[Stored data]
▬▬▬▬▬▬▬▬▬▬

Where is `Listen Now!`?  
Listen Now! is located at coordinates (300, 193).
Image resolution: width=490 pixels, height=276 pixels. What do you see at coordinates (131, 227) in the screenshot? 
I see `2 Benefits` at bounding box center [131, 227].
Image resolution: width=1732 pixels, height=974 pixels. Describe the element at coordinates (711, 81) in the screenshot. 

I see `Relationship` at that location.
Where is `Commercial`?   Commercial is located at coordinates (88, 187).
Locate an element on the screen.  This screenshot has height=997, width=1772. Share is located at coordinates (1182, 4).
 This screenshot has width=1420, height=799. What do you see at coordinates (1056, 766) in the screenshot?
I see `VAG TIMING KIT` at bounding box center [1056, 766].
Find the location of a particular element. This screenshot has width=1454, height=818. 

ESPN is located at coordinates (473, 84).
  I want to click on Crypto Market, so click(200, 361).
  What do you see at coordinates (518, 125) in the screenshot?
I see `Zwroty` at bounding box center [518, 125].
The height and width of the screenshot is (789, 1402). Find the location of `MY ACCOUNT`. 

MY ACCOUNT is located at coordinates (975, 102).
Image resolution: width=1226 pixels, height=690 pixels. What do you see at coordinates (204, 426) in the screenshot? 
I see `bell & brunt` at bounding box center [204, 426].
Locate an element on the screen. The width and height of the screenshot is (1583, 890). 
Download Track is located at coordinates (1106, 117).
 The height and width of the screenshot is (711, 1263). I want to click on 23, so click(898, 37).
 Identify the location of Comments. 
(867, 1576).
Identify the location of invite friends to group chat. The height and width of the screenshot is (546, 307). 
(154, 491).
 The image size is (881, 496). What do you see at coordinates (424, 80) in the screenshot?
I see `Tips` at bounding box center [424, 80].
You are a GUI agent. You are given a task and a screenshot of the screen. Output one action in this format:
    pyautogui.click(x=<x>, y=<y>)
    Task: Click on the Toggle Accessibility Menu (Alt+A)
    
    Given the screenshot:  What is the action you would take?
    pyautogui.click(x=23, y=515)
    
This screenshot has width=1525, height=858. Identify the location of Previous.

▬▬▬▬▬▬▬▬▬▬

Exactly and without omission, set down every entry.

• _Solved exercise_:
Where is `Listen Now!`?  
Listen Now! is located at coordinates (300, 193).
Image resolution: width=490 pixels, height=276 pixels. What do you see at coordinates (131, 227) in the screenshot? 
I see `2 Benefits` at bounding box center [131, 227].
Image resolution: width=1732 pixels, height=974 pixels. Describe the element at coordinates (711, 81) in the screenshot. 

I see `Relationship` at that location.
Where is `Commercial`?   Commercial is located at coordinates (88, 187).
Locate an element on the screen.  This screenshot has height=997, width=1772. Share is located at coordinates (1182, 4).
 This screenshot has width=1420, height=799. What do you see at coordinates (1056, 766) in the screenshot?
I see `VAG TIMING KIT` at bounding box center [1056, 766].
Find the location of a particular element. This screenshot has width=1454, height=818. 

ESPN is located at coordinates (473, 84).
  I want to click on Crypto Market, so click(200, 361).
  What do you see at coordinates (518, 125) in the screenshot?
I see `Zwroty` at bounding box center [518, 125].
The height and width of the screenshot is (789, 1402). Find the location of `MY ACCOUNT`. 

MY ACCOUNT is located at coordinates (975, 102).
Image resolution: width=1226 pixels, height=690 pixels. What do you see at coordinates (204, 426) in the screenshot? 
I see `bell & brunt` at bounding box center [204, 426].
Locate an element on the screen. The width and height of the screenshot is (1583, 890). 
Download Track is located at coordinates (1106, 117).
 The height and width of the screenshot is (711, 1263). I want to click on 23, so click(898, 37).
 Identify the location of Comments. 
(867, 1576).
Identify the location of invite friends to group chat. The height and width of the screenshot is (546, 307). 
(154, 491).
 The image size is (881, 496). What do you see at coordinates (424, 80) in the screenshot?
I see `Tips` at bounding box center [424, 80].
You are a GUI agent. You are given a task and a screenshot of the screen. Output one action in this format:
    pyautogui.click(x=<x>, y=<y>)
    Task: Click on the Toggle Accessibility Menu (Alt+A)
    
    Given the screenshot:  What is the action you would take?
    pyautogui.click(x=23, y=515)
    
This screenshot has width=1525, height=858. Identify the location of Previous.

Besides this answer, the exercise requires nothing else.